With the setting of the day fire, two additional patrols set forth from the camp. They didn’t see Syrzach, they wouldn’t. He turned and looked back the way he had come. Even though he couldn’t see Dyrg, he knew where his ally was. A simple signal conveyed his desire and a minute later the Barghest appeared at his side.
Syrzach pointed to the much-adorned structure and whispered to his friend. “Mark our destination and make yourself ready. When the blood sickle is at its zenith we go. We must be swift and silent for his power is great. Are you ready?” he asked with a long fanged smile. The beast grinned and he returned his eyes towards the camp.
* * * * *
The thin blade of the moon rode the night sky until she was ready to plunge down. Syrzach rose. “ Are you ready?” he asked. His canine companion nodded his head and bared his fangs. His black eyes deepened into pools of ebony as he grabbed the pale skinned troglodyte and stepped forward. Slipping between the waking world and the realm of shadows he slid, invisible, intangible across the moor, only to resolve himself with his companion at the entrance to the bone reader’s hut.

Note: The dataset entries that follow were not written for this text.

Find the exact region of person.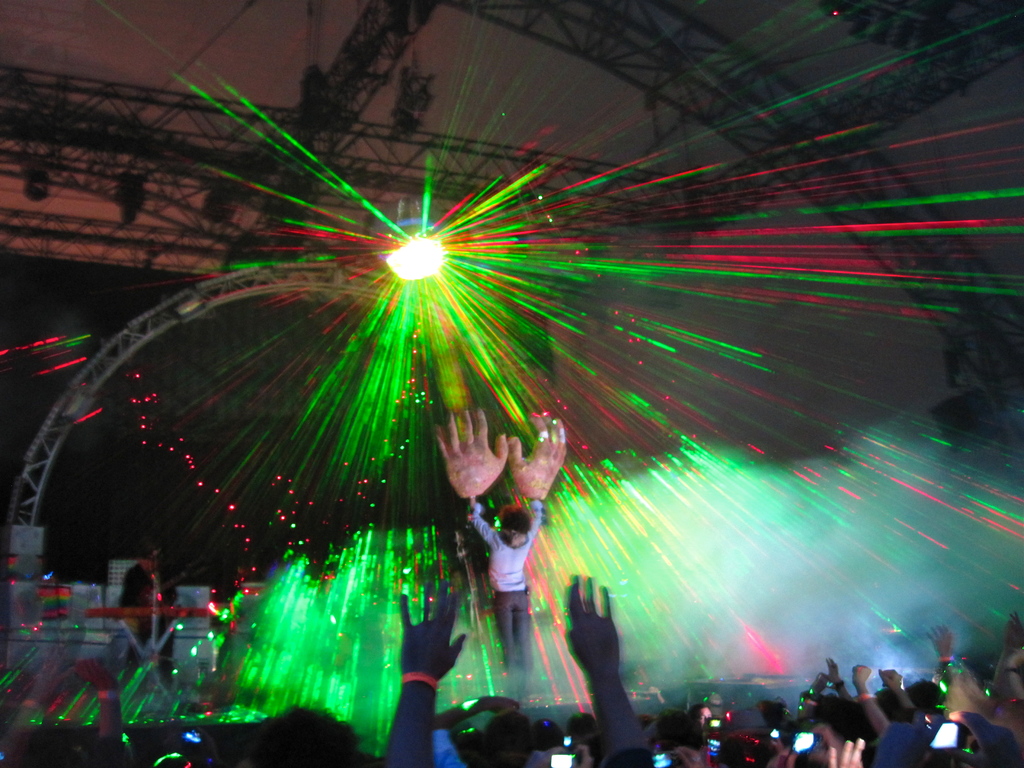
Exact region: (left=572, top=573, right=637, bottom=740).
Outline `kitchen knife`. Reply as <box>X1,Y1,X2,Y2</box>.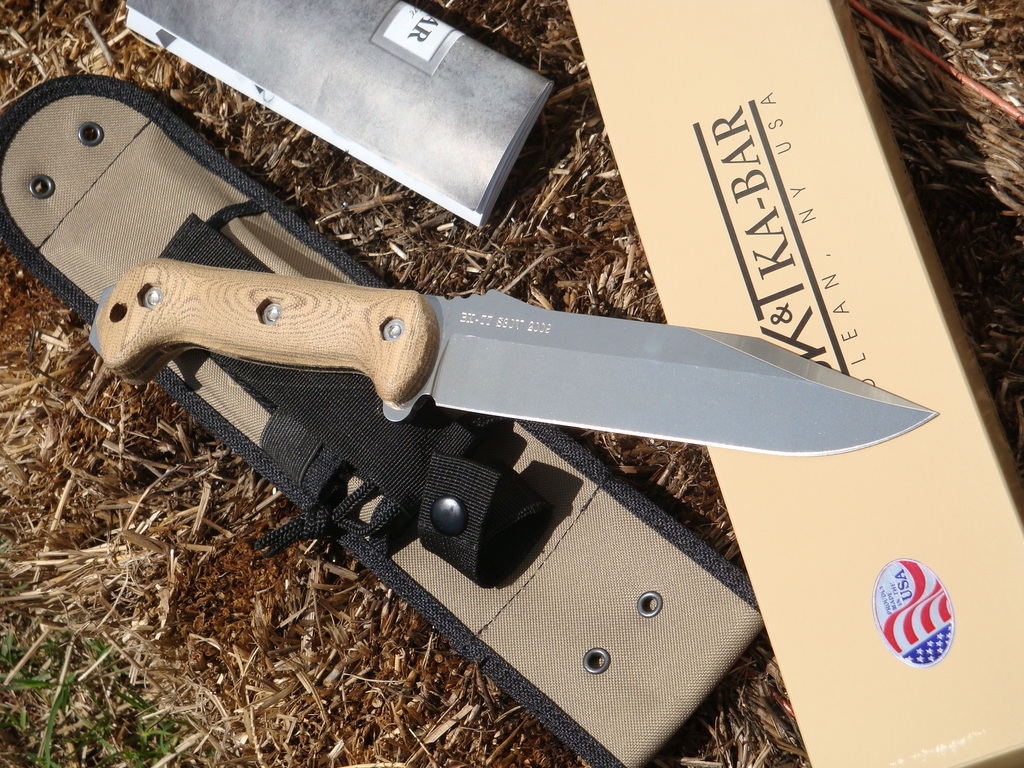
<box>84,253,943,457</box>.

Syrzarch strode through the door with a reptilian arrogance as he confronted the elder lizardman. Before the former could act he spoke the first of the words of power that his master had taught him. The blasphemous utterance rocked the red scaled priest as he screamed in dismay into the void of silence that had descended around him.
Even so, he had not served the Bonedrinker these many years by being so easily overcome.

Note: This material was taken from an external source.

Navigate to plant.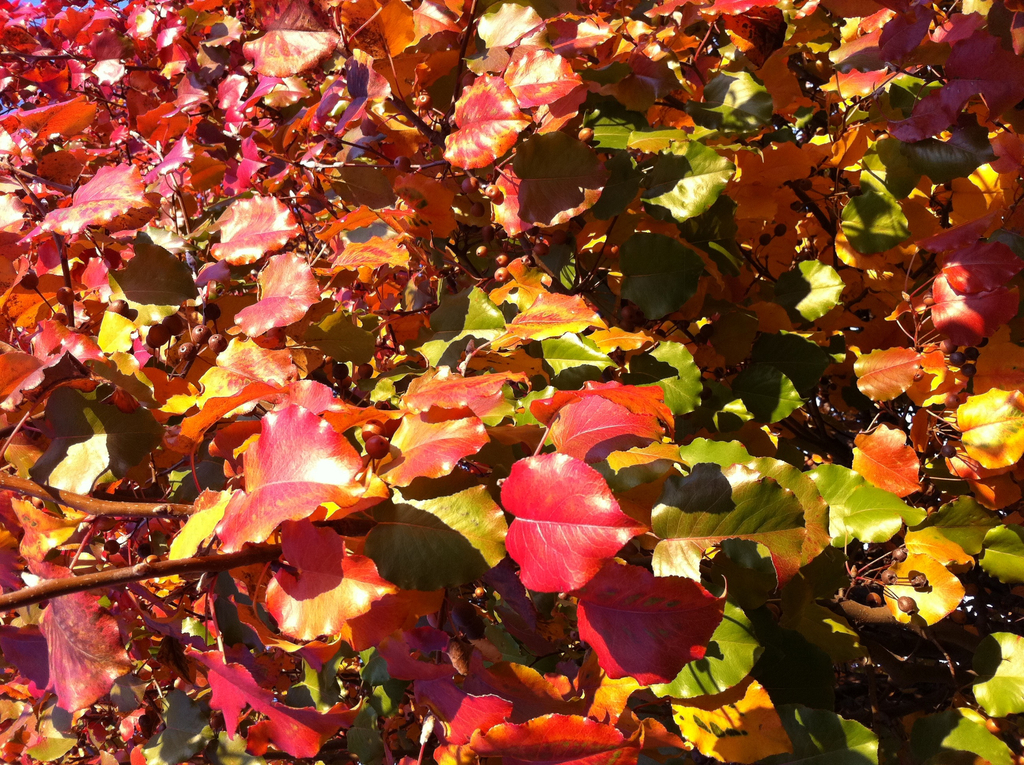
Navigation target: bbox(0, 0, 1023, 764).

He called upon the Elements of Fire and wreathed himself in unforgiving flame whose heat alone began to set the interior of his abode to smoke and burn. He shaped the flame to a spear and stabbed at the intruder, barely missing as Syrzach dived backwards. A cruel smile passed his lips as he realized that the invader was not of his power despite the earlier evocation. Striding forward towards the skittering troglodyte, he raised his spear.

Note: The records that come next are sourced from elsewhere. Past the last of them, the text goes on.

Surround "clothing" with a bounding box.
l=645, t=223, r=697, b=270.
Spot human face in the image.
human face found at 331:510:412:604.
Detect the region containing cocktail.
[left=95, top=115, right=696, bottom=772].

Dyrg acted less from courage then from an insinuated loyalty that overcame his terror at the sight of the towering immolation. He forgot his fear and the promises that had been made. Some remote beastal instinct of action propelled him forward.
The impact rocked the lizardman as he felt the Berghest’s taloned claws wrap around his throat. His terror at the growling mock face in front of him filled him with an adrenalin boosted burst of flame that consumed them both.
It was then that it became clear that Syrzachs promise that flame would shed from his fur like water was true. Pinning his foe by the throat he looked to his ally as he recovered. He grinned a grin that promised bloody death. By virtue of strength and leverage he forced the lizardman’s head up so the defeated priest had to look at the bone colored troglodyte one more time.
Eyes wide in terror, the bone reader watched the shadows that slid across the walls of his hut coalesce behind his foe only to flow with unnatural purpose and form into a pair of wings that spread wide and unaffected by flame across the burning ceiling, . To his horror he recognized the sign and knew the truth.
The Wings of Shadow were rising and all who lived would pay the price.
He didn’t feel the claws rend his chest.
He wasn’t aware that they broke trough his ribs.
His last thoughts were tormented with the nightmare of the shadows laughing at his failure and the acrid odor of sizzling blood as his heart was consumed by his own flames.